WEBSITE AND WEBSITE GRAPHICS CREATED WITH XARA DESIGNER 6 PRO
Positioning and Other Issues
In this section I want to mention some issues I had trying to make things
work properly.
Sizing
One of the annoying things that Xara 3D does is resize imported shapes
to make them all conform to the same height. This often has the effect
that shapes that had specific size and position relationships to each
other before importing, lose that relationship when they appear in Xara
3D. You can correct that within Xara 3D, but the tools to do so can be a
bit clumsy, and I don’t normally use them.
Some years ago, someone (no-one really remembers who, now, but it
wasn’t me!) realized that you can preserve such size and position
relationships by creating a pair of pixel-sized dots at the top-left and
bottom right of the working area in Xara Xtreme for example, and that
by adding the two dots to each shape before exporting it to Xara 3D, all
such shapes acquire the same overall bounding-box, that of the two
dots. Thus Xara 3D makes no attempt to resize them, as they already
have the same size.
In the context of the arc segments for the Hollow Earth, the problem is
that depending on which arcs are preserved in a given ring the overall
height may differ from ring to ring, so Xara 3D will adjust their relative
sizes. To prevent this, the sizing pixels are brought into play.
You can see them in this screen shot from Xara 3D, I’ve exaggerated the
bevel and reduced the extrusion to make them easier to see. This is an
earlier version, with 72 rings, and also shows the individual arcs.
The use of sizing pixels also solves a related issue, to do with horizontal
positioning. The Hollow Earth depends on all the rings having a common
centre.
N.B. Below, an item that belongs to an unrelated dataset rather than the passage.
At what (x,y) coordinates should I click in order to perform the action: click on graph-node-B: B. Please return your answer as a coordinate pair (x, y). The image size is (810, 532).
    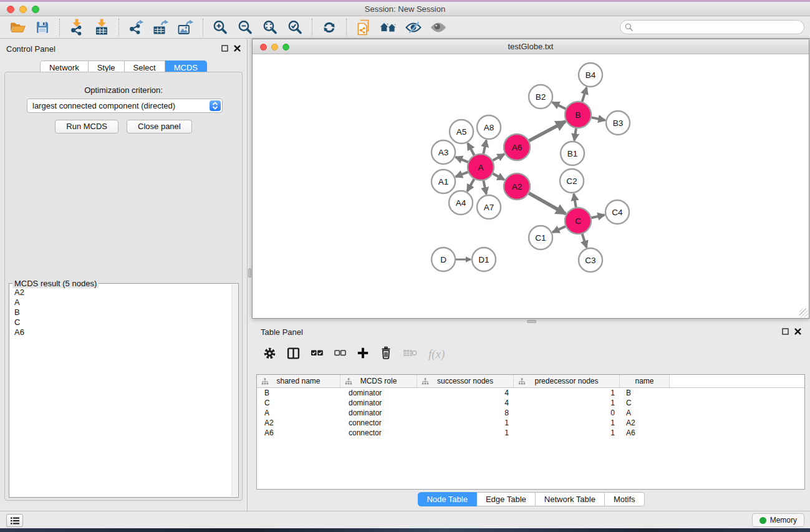
    Looking at the image, I should click on (578, 115).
If the arc segments of a given ring had an arc crossing the
equator at one side of the earth, but had no arc segment on the
opposite side at the equator, the centre of the arc group’s bounding box
would not correspond to the centre of the ring the arcs are supposed to
lie on.
But using sizing pixels makes the arcs or even the rings’ centres
irrelevant, as it is the centre of the sizing pixels’ bounding-box that
determines the positions of the arcs within them, and all the segments
have the same set of sizing pixels, and therefore a common centre, both
horizontally and vertically. For reasons of symmetry, due to the need to
have the first and last rings adjacent to each other with one being
rotated almost 180° compared to the other, the ring centres must be
closely matched to the sizing pixels centre.
The presence of the sizing dots doesn’t really intrude in the image
because they are far enough away from the main shapes that they can
easily be cropped out of any final image.
How Many Rings?
The number of rings used in the model makes a significant difference to
the appearance of the continents on the globe, since the width of the
rings effectively sets the horizontal resolution of the visible detail.
My first version had 60 rings because 60 is an easy number to work with
when considering angles, and at that time I was primarily trying to
prove the concept. Each ring appears on the equator twice, with a band
at the front and a band at the back, making 120 bands around the
equator, so the smallest horizontal detail would be 1/120th of the
circumference at the equator, that is, 3° across, or equivalent to about
209 miles. That version looked extremely crude, quite apart from the
inadvertent distortion of the continents mentioned earlier. The
coastlines looked very blocky. I clearly needed more rings.